Another neat exhibit at the airport featured Philadelphia's writers. There was a whole wall of them. Owen Wister was one, a well-to-do native of the city who went to Wyoming for a time and later found fame and fortune with his best-seller, The Virginian: Horseman of the Plains. It may be the first cowboy novel. Wister and Ernest Hemingway went fishing once, although there was nothing about that in Wister's airport bio. Wister wrote The Virginian in the library of The swanky Philadelphia Club, where he was a member, and dedicated it to Theodore Roosevelt, his classmate at Harvard. Other writers from Philadelphia: Sci-fi writer Ben Bova, poet and fiction writer (and physician) William Carlos Williams, legal eagle and thriller writer Lisa Scottoline, one-time U.S. Poet Laureate Maxine Kumin, linguist and author Noam Chomsky and novelist Pearl S. Buck. Pretty good list -- and that's only a few. The author exhibit was very near the beer exhibit, which is only fitting.

Why write about beer? Craft breweries are booming, sprouting in the most unlikely places. Ten Sleep Brewing Company is the newest addition to sleepy Ten Sleep, Wyo., pop. 257. I plan on checking it out next time I'm up that way, most likely summertime, when the living is easy in the Big Horn Basin. Meanwhile, check it out on its Facebook page.
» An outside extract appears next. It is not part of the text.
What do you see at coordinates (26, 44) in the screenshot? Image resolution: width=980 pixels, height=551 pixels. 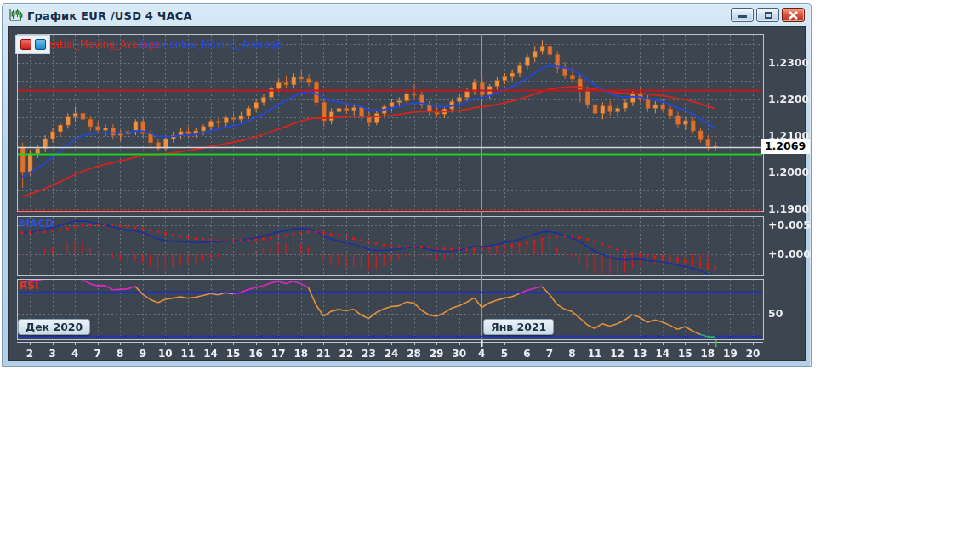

Craft breweries are cool because its founders tend to be young and adventurous, and its products are homegrown. This is the age of "local" and crafters fill the bill. Not all of them can walk out their back doors and harvest a batch of hops and grain for the brewing process. But they make the beer on site, and almost every one has at least a modest-sized tasting room. Snake River Brewing in Jackson is the old man of Wyoming breweries, a place that serves amazing beer (Pako's!), good food and even takes on interns from the nation's craft brewing college programs. They have art displays, such as the unique one last year that displayed hand-crafted bicycles. Hand-crafted beer and hand-crafted bikes.

Cheyenne is relatively new to craft brewing. A brewpub cropped up in the late 1990s downtown but went out of business. We now have Freedom's Edge Brewing Company and Shadows, both housed in historic downtown buildings. Freedom's Edge is bottling its beer, even creating some limited edition brews in fancy bottles. FEBC is expanding into the beer nirvana in 2014:
We will be opening in the historic Antlers Hotel building at 224 Linden St. [in Fort Collins] with a target opening of late February 2014. This new location will be a true small batch craft brewery that will serve as our pilot brewery, so lots and lots of experimentation! We will also be heavily involved with the home brewing community allowing local brewers to come in and brew along side of us.
FoCo already boasts a dozen breweries, including two of the best in the U.S.: New Belgium and Odell. Their customer base down there is appreciably larger than it is in Cheyenne, still predominately a Budweiser city.

The state's liquor laws don't help either. I don't want to get into details, but all the beer, booze and wine in the state is regulated by the Wyoming Liquor Division. All the beer on liquor store shelves has to be vetted by the WLC. So, when you wonder why you aren't seeing the newest and coolest and most experimental brews on the shelves at Town & Country and Uncle Charlie's, you know why. I'm a statie myself, so know better than to blame the WLC people for their outmoded rules and regs. The fact is, the craft brewing industry is moving at lightning speed while governmental agencies move at a snail's pace.

So you can do a couple different things. Do your beer drinking at Wyoming's excellent brewpubs, taking home the good stuff in growlers for later consumption. Or you can do all of your drinking in Fort Collins and Longmont or Denver, and your store shopping at Supermarket Liquor's on Mulberry in FoCo, which is what Town and Country could be if it was located eight miles south on the Greeley Highway on the Colorado side of the border.

But Wyoming will catch up. It has to.